As Intel revs up its MMX marketing machine and puts the final building blocks of the MMX computing structure into place, including new chipsets and new circuit boards for notebooks, PC users may be well advised to understand that MMX, in the purest sense, is a technology that has not really arrived.

The issue boils down to the definition of MMX: It is a set of new instructions that can speed up applications written to take advantage of the new technology. The problem is that there are few applications today that do this.

"This is on the order of dozens [of applications]. There are a few very-high-profile applications and some niche applications. So is this a pervasive technology? No," said Dean McCarron, an analyst at Mercury Research in Scottsdale, Arizona.

In fact, what most users are getting today is not MMX at all but a new Pentium chip with some internal design improvements and nothing more. In short, instead of MMX, users are getting a new P55C--the code name for the newest Pentium chip design--vs. the older P54C "classic" Pentium design.

"You're not really getting MMX. You've been told you're getting MMX, but what you're really getting is an improved [chip] design that happens to be called MMX," McCarron said.
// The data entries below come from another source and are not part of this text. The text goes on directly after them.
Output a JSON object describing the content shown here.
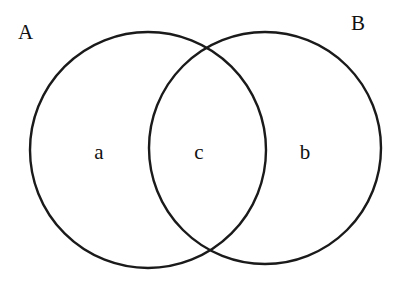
{
  "diagram": {
    "type": "venn",
    "sets": [
      {
        "id": "A",
        "label": "A",
        "cx": 148,
        "cy": 150,
        "r": 118
      },
      {
        "id": "B",
        "label": "B",
        "cx": 265,
        "cy": 148,
        "r": 116
      }
    ],
    "regions": [
      {
        "id": "a",
        "label": "a",
        "description": "only in A"
      },
      {
        "id": "c",
        "label": "c",
        "description": "intersection of A and B"
      },
      {
        "id": "b",
        "label": "b",
        "description": "only in B"
      }
    ],
    "colors": {
      "stroke": "#1a1a1a",
      "text": "#111111",
      "background": "#ffffff"
    }
  }
}
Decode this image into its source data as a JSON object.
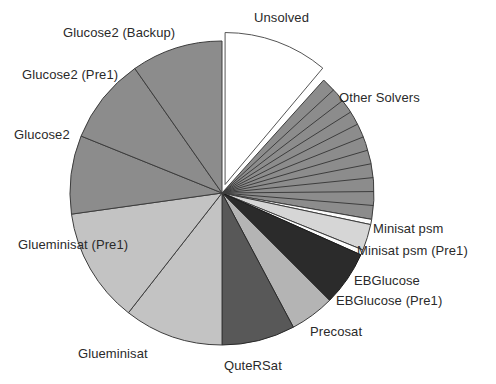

For people using applications that don't take advantage of the multimedia technology--in other words, most of the applications out there today--the MMX moniker is, practically speaking, meaningless. Granted, this could change as more applications come out, but for the foreseeable future MMX really has little to do with dramatic speed improvements based on specific software applications that use the new instructions.

How does this translate into raw performance numbers? Instead of the dramatic 300 or 400 percent boost in performance seen on some of these relatively scarce MMX-aware applications, what most users will see is a modest improvement between 10 and 20 percent--and probably closer to 10 percent, McCarron said. And even this modest speed increase is based solely on design improvements of the P55C Pentium, such as a larger cache and fixes to the way data flows inside the processor.

Moreover, as Intel begins work on the next-generation MMX 2, it is becoming apparent that the current version of the technology needs some tuning up. "If you were to design MMX from the ground up, you wouldn't do it the way it's implemented today. MMX was essentially bolted on to the chip," McCarron noted.

Intel is an investor in CNET: The Computer Network.